Prompt
Print exactly the lines from the one containing "Find the location of a particular element. This" through the last line of the entries below; the pictures stay out of the copy.
[Records provided — start]
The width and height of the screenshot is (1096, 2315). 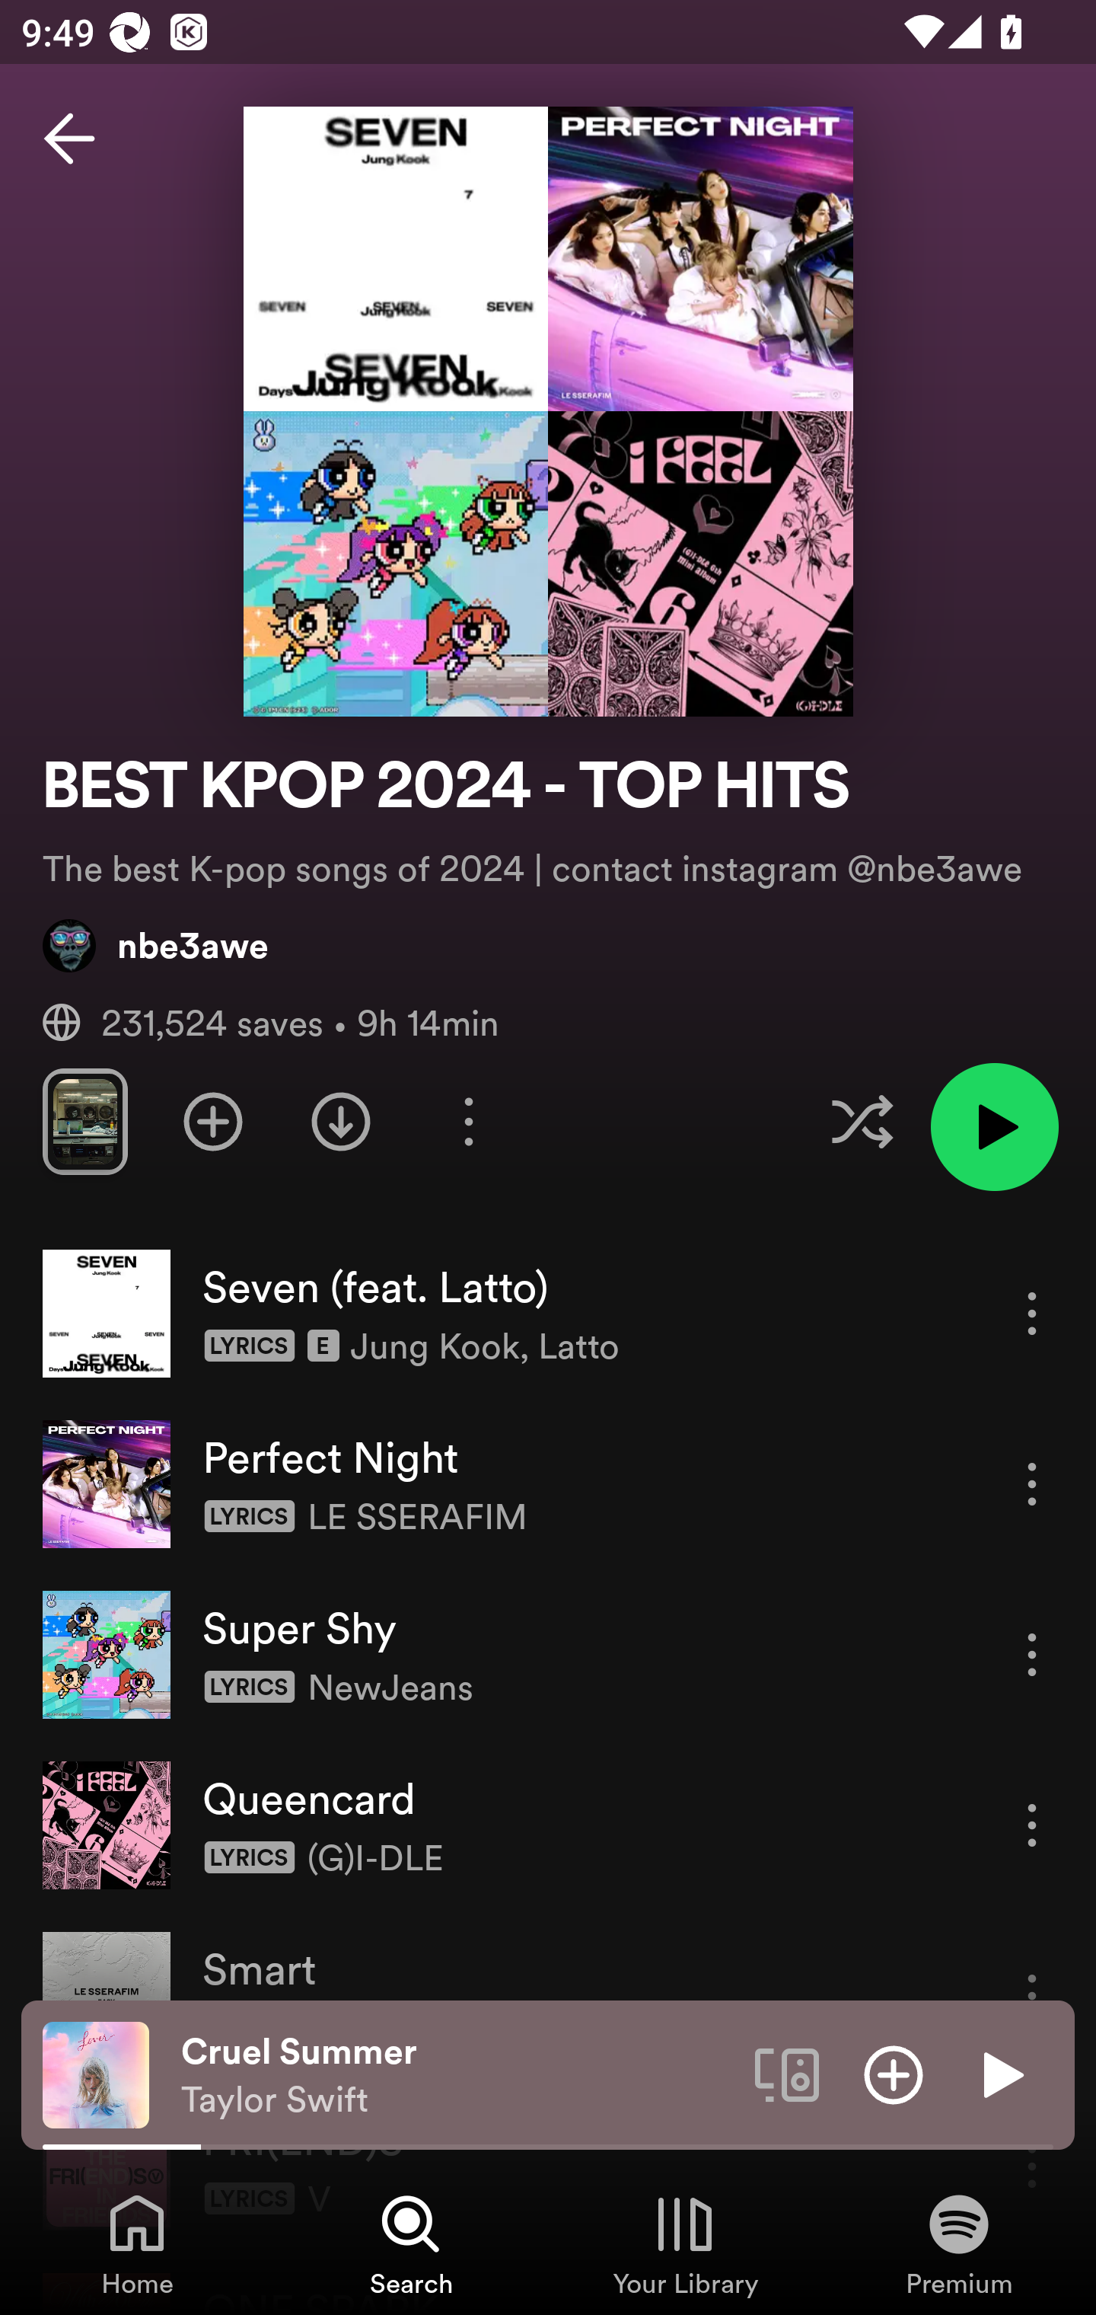 What do you see at coordinates (412, 2243) in the screenshot?
I see `Search, Tab 2 of 4 Search Search` at bounding box center [412, 2243].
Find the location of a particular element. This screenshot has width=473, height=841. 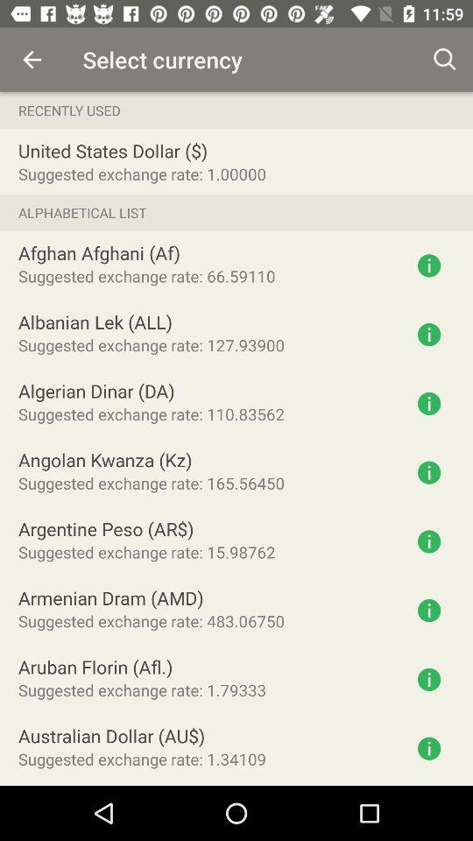

click the icon above recently used is located at coordinates (32, 60).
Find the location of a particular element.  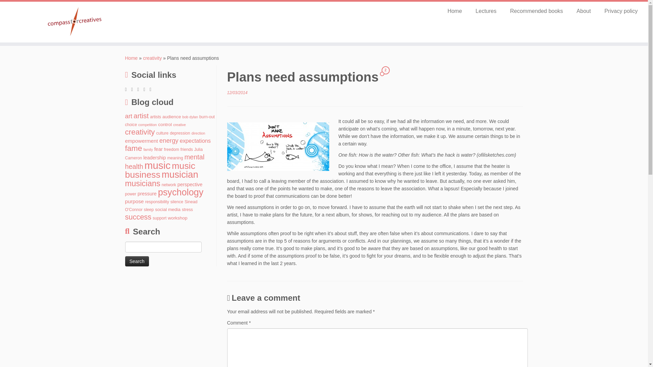

creativity is located at coordinates (152, 58).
[Records provided — finish]
Task result
Find the location of a particular element. This screenshot has width=473, height=841. 

click the icon above recently used is located at coordinates (32, 60).
Find the location of a particular element.  

creativity is located at coordinates (152, 58).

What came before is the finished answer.